Folkes leaned off cam for a moment, pressing buttons. The data windows changed to show geo maps, fault lines snaking around the Earth’s upper crust. Some were outlined and flashing to draw attention. “Locations are near tectonic plate boundaries, as you can see.
Somehow when these decoherence waves increase, swarm activity increases and severe earthquakes and tremors result. It’s not random. Somehow, Config Zero is loading these plate boundaries with swarms and they’re triggering quakes.”
Karst studied the maps. “We’re setting up Boundary Patrol sectors and stations near a lot of these fault lines right now. We can react to the swarms but life would be better if we could cut off these command signals at the source.”
“That’s my bailiwick,” Liu said. She explained Operation Sentinel in general details, not knowing if Folkes was fully cleared. “Both of us are in Paris in two days, for more briefings. This Devil’s Eye anomaly may well be some kind of command post or transmitter or something, sending along orders to Config Zero. Seems to me we should work on disrupting their command and control at this end too, bollix up Config Zero so orders don’t get down to the little troops. That would help Captain Karst too, with his counter-swarm ops underground.”
“I’m part of those same briefings you’re in, Commander.” Folkes adjusted some kind of data glasses on the bridge of his nose, looked up at the cam like a weary professor lecturing a particularly dense student. “UNSAC himself is driving the show. I happen to know tactical coordination is a key theme of the briefings. Frontier Corps, Boundary Patrol, Quantum Corps, Q2 and BioShield…there are a helluva lot of hands in this pie.”
“Probably too many,” Liu decided. But that was for The Big Guys in Paris to figure out. “Major, what does Q2 know about Config Zero right now…about its tactics, comm protocols, weapons, defenses? I’m wondering if there shouldn’t be some kind of special op against Config Zero itself…something to at least disrupt the chain of command here.”
Folkes worked his keyboard and the data windows blinked and scrolled more data. “Unofficially, there’s something in the works along those lines. I can’t say much more at the moment. But that’s on the agenda for your briefings.”
Karst had a question. “What about this Keeper unit at Jupiter…at Europa, I believe. That’s a lot closer than the Oort Cloud or wherever it is you’re off to.”
Liu tried not to be too patronizing. Karst was young. He didn’t know about the Golden Horde case and Operation Jovian Hammer ten years ago. It was in the Quantum Corps archives and it was supposed to be required study for QC officers. But Karst had been in diapers. She suppressed a faint smile.
“Ask that question in Paris, Captain. General Winger will be only too happy to enlighten you. He commanded the mission that tried to disable the Keeper.”
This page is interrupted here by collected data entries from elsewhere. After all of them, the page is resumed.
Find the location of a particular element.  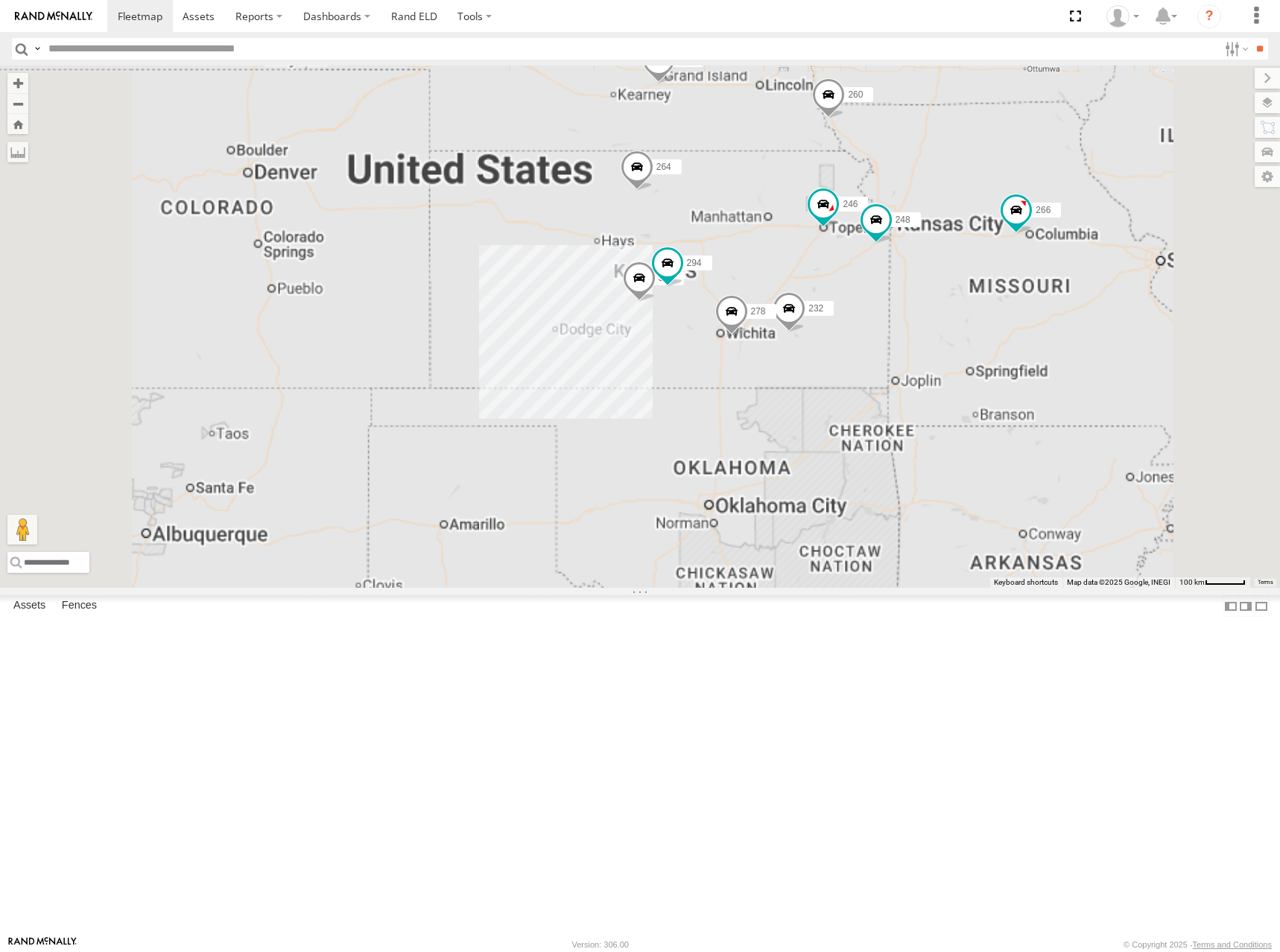

span: Map data ©2025 Google, INEGI is located at coordinates (1118, 582).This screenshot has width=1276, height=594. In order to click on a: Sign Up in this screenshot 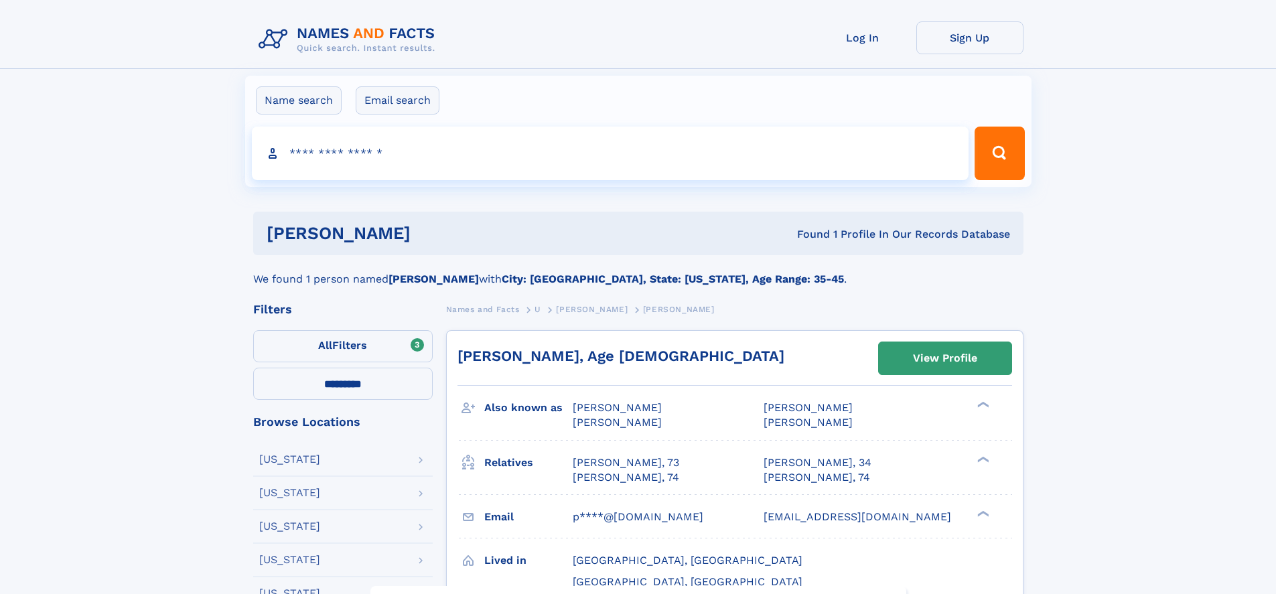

Karst shook his head. “Guess I should do my homework, huh, Commander? I’ve heard of Jovian Hammer but I don’t know all the details.”
“Study your enemy, Captain. Always sound military advice. Major…are we through here?”
Folkes scanned his board. “You’ve got the basics from Q2. And Dr. Marks has briefed you in. The rest can wait…till you get here.”
“Very well.” Liu turned to Karst. “Looks like we’ve got a date, Captain. Once we drop Earthside, I’ll show you around Paris…we’ll see all the sights and have a grand time, I’m sure.”
Karst chuckled uneasily. This commander from Frontier Corps was truly beginning to get on his nerves. Maybe they were supposed to be fighting the same enemy. But space people had always seemed creepy to Karst. Maybe they spent too long circling around and around in the void. Maybe it was cosmic radiation or loneliness or some strange virus. You never could tell with space people.
He smiled inwardly. She would probably say the same thing about me. Burrowing underground like moles, wriggling under mountains and oceans and cities like some kind of worm. That’s what Config Zero and the Bugs have done to us. The enemy’s everywhere and nowhere at the same time. When we can’t find any enemy to fight, we fight each other.
The drop via shuttle from Gateway Station would take the better part of two days.